Tim: Nope – it’s just earnest, true love for the country. I did, on first listen, find this largely unremarkable, although I can’t think of many other songs off the top of my head which are just plain love letters to different countries, and certainly no other recent pop songs with didgeridoos.

Tom: There’s a reason for that.

Tim: True, but experimenting’s rarely a completely awful thing to do. I did, however, find the chorus stuck in my head a couple of hours after first hearing it, and I reckon that must count for something.

Tom: I’ve modified my “if you can remember it, it’s good pop” motto in recent years: you have to remember it and ALSO not be bothered by it. This definitely fails that second test.

Tim: Maybe, but at the end of the day, it’s basically good catchy German pop. And by and large, that’s a very good formula.

Scooter & Xillions – Rave Teacher (Somebody Like Me)

“If this had been on the first album, would we be looking back on it with nostalgia?”

Tom: You have my attention.

Tim: Good. Because Xillions, a British/American production duo, put out Somebody Like Me a couple of years back, and Scooter have now done, well, what they do best.

Tom: Well, that’s more like their old stuff, isn’t it? That could happily sit on one of their earlier albums. And Scooter have always been inspired by the KLF; it’s nice that they’re still referencing that in their videos.

Tim: It is a lot more like the old stuff, isn’t it? Take another track and stick a load of RAVE on it, and it’s all the better for it.

Tom: That “sixth chapter” reference is pointing out that there’s been another change of lineup: you’ll be glad to hear that Wikipedia has a handy diagram.

Tim: As ever. So, every now and again I forget that the actual title of Scooter’s biggest hit was actually Ramp! (The Logical Song), and now with this title that makes a lot of sense – make a load of rave stuff and give it a name, and then plonk it on top of a track that roughly fits. Wouldn’t work for everything, of course – I can’t exactly imagine Back In The U.K. (The Miss Marple Theme) gaining much traction – but it does work.

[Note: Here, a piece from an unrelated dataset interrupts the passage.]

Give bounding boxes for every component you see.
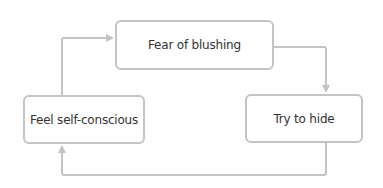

As for whether this track works: yeah. Yeah, I think it does.

Tom: It’s never going to be a classic, but maybe that’s more a sign of the times: if this had been on the first album, would we be looking back on it with nostalgia?

Tim: You know, I think that’s quite possible. It’s a decent enough track to start from, Scooter’s gonna Scoot, and together they work nicely. It’s good.

Lydia – Slow Clap

“If you’re trying to get publicity, I guess it’s one way to do it.”

Tim: “Hey mate, it’s Lydia, we met the other night and you said you were a copyright lawyer? Yeah, just out of interest, if I wanted to rip off a bassline but not to pay for it, I’m good to change just one out of every ten notes, right? Cool, cheers.”

Tom: Hey, if the KLF said it was okay, go for it.

Tim: I mean really, this isn’t a case of ‘hope people don’t notice’, it’s a case of ‘we’ve checked, and we think we’re staying the right side of the line’.

Tom: And if you pull down the description to see the credits, you’ll see that none of the Macarena composers are credited.

Tim: This is Scooter copying Otto Knows all over again, and part of me actually admires it, as it takes a special kind of audacity to do it on your debut single.

Tom: Not only are you going to be compared to a song everyone knows, but you’re going to be compared to a novelty hit that a lot of people hate. It’s a bold choice, but if you’re trying to get publicity, I guess it’s one way to do it. Pity it’s not that good a track, though.

Tim: Yes, yes there is that. Still fair play to her – well not fair play, in fact, distinctly unfair play – and let’s see what happens. I’m guessing we’ll either never hear from her again, or three months from now we’ll be discussing a song that is 99% Saturday Night.